Prepared Remarks of Secretary Shaun Donovan Announcing a HOPE VI Award for Sheppard Square

Louisville, KY
Monday, May 23, 2011

Thank you, Manfred, for that introduction and for all you do to provide affordable housing for Louisville's families.

I'd also like to recognize Councilman David Tandy and Mayor Greg Fischer for their leadership of this fine city.

And thanks to Congressman John Yarmouth, who has been a champion of this development from the beginning.

It's an honor for me to be here today as we announce $22 million to revitalize the Sheppard Square public housing development.

Part of a $152 million investment around the country through the HOPE VI program to transform distressed public housing into successful, mixed-income communities, this funding will help make Sheppard Square an anchor and an asset for Louisville for decades to come.

But before I begin, I want to say a word about Davion Powell, a three-year old boy who just over a week ago was killed by a stray bullet in the 550 Apartments, a public housing complex not far from here.  Our thoughts and prayers are with his family today.

This tragedy reminds us that we can no longer accept the status quo in our poorest neighborhoods.

It reminds us in the starkest, most heartbreaking of terms that when we can predict the health, economic, and educational outcomes of children based not on their family's economic status, their educational backgrounds, or their talent, but on their zip codes, we are not living up to America's promise.

Indeed, we're here today because communities like Louisville have shown us that we don't have to accept those outcomes for our children.

In developments like the one right here in Liberty Green, we've seen how communities can use tools provided by the HOPE VI program to revitalize not just public housing, but a whole neighborhood.

Pioneered by former HUD Secretaries Jack Kemp and Henry Cisneros and with strong bipartisan support, HOPE VI has created nearly 86,000 homes in healthy, mixed-income communities that were once troubled by distressed public housing.

Just as importantly, it's raised the average income of residents by 75 percent or more.

And HOPE VI has leveraged twice the federal investment in private development capital, forging the public-private partnerships that our communities need and ensuring American taxpayers get the most "bang for the buck."

That's the kind of transformation I'm confident we're going to see at Sheppard Square, which I just had the opportunity to see for myself.

Through HOPE VI, Sheppard Square will provide more than 450 homes for local families -- from affordable rental homes to opportunities for sustainable homeownership.

Of course, as Mayor Fischer knows, a healthy neighborhood depends on more than stable housing. 

That's why Sheppard Square's plan will help local partners provide high-quality early education for children up to 8 years old, work to end the cycle of poverty by giving single-parent students the housing and support they need to graduate from college, and transform Hancock Street into a transit-oriented boulevard capable of attracting jobs.

We've learned from innovative cities like Louisville that the most successful HOPE VI developments are closely linked to school reform, to revitalizing other distressed housing in the neighborhood, and the retail stores and small businesses every community needs to thrive. 

It's communities like this one that have inspired us in the Obama Administration to build on HOPE VI with our Choice Neighborhoods initiative.

By transforming all distressed housing in a neighborhood, and tying this transformation to the Department of Education's Promise Neighborhoods initiative, Choice Neighborhoods will ensure there is stable housing, quality learning opportunities, and quality job opportunities at the center of these communities.

Only then will children have access to the stable housing, strong neighborhoods, and good schools we need to out-educate our competitors and win the future.

As President Obama has said, "If poverty is a disease that infects an entire community in the form of unemployment and violence, failing schools and broken homes, then we can't just treat those symptoms in isolation. We have to heal that entire community."

Beginning that healing process is what today's announcement is about.

The families of Sheppard Square deserve nothing less -- and that's why I'm so honored to be with all of you today.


▸ **Assigned task**
What is the number of lines below that hold "interactable"? Answer with that number only.

[Stored items from a collection]
-*-

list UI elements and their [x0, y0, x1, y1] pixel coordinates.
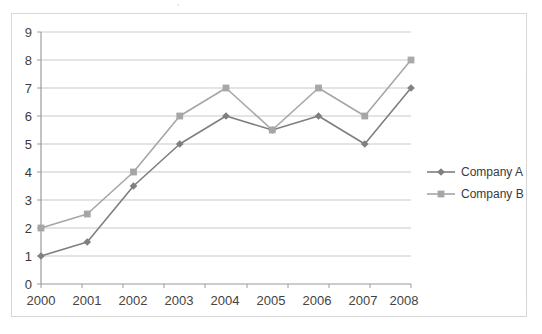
diamond-marker-icon	[222, 112, 230, 120]
chart-container: 9 8 7 6 5 4 3 2 1 0 2000 2001	[11, 13, 527, 317]
x-tick-label: 2002	[119, 293, 148, 308]
square-marker-icon	[408, 57, 415, 64]
y-axis-tick-labels: 9 8 7 6 5 4 3 2 1 0	[25, 25, 32, 292]
scan-noise-artifacts	[0, 0, 542, 12]
y-tick-label: 7	[25, 81, 32, 96]
square-marker-icon	[38, 225, 45, 232]
y-tick-label: 3	[25, 193, 32, 208]
x-axis-tick-labels: 2000 2001 2002 2003 2004 2005 2006 2007 …	[27, 293, 419, 308]
x-tick-label: 2000	[27, 293, 56, 308]
y-tick-label: 4	[25, 165, 32, 180]
y-tick-label: 8	[25, 53, 32, 68]
line-chart: 9 8 7 6 5 4 3 2 1 0 2000 2001	[12, 14, 526, 316]
y-tick-label: 2	[25, 221, 32, 236]
square-marker-icon	[315, 85, 322, 92]
square-marker-icon	[223, 85, 230, 92]
data-series-layer	[37, 57, 415, 260]
y-tick-label: 1	[25, 249, 32, 264]
x-tick-label: 2001	[73, 293, 102, 308]
square-marker-icon	[438, 191, 445, 198]
square-marker-icon	[84, 211, 91, 218]
legend-label-company-a: Company A	[461, 165, 523, 179]
square-marker-icon	[176, 113, 183, 120]
diamond-marker-icon	[437, 168, 445, 176]
x-tick-label: 2006	[303, 293, 332, 308]
diamond-marker-icon	[315, 112, 323, 120]
legend-item-company-a[interactable]: Company A	[427, 165, 523, 179]
chart-legend: Company A Company B	[427, 165, 524, 201]
y-tick-label: 0	[25, 277, 32, 292]
gridlines	[41, 32, 411, 256]
square-marker-icon	[269, 127, 276, 134]
square-marker-icon	[130, 169, 137, 176]
y-tick-label: 5	[25, 137, 32, 152]
x-tick-label: 2003	[165, 293, 194, 308]
y-tick-label: 6	[25, 109, 32, 124]
x-tick-label: 2004	[211, 293, 240, 308]
legend-label-company-b: Company B	[461, 187, 524, 201]
x-tick-label: 2008	[390, 293, 419, 308]
square-marker-icon	[361, 113, 368, 120]
x-tick-label: 2005	[257, 293, 286, 308]
axis-lines	[41, 32, 411, 284]
x-tick-label: 2007	[349, 293, 378, 308]
legend-item-company-b[interactable]: Company B	[427, 187, 524, 201]
diamond-marker-icon	[37, 252, 45, 260]
y-tick-label: 9	[25, 25, 32, 40]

-*-

▸ **Solution**
2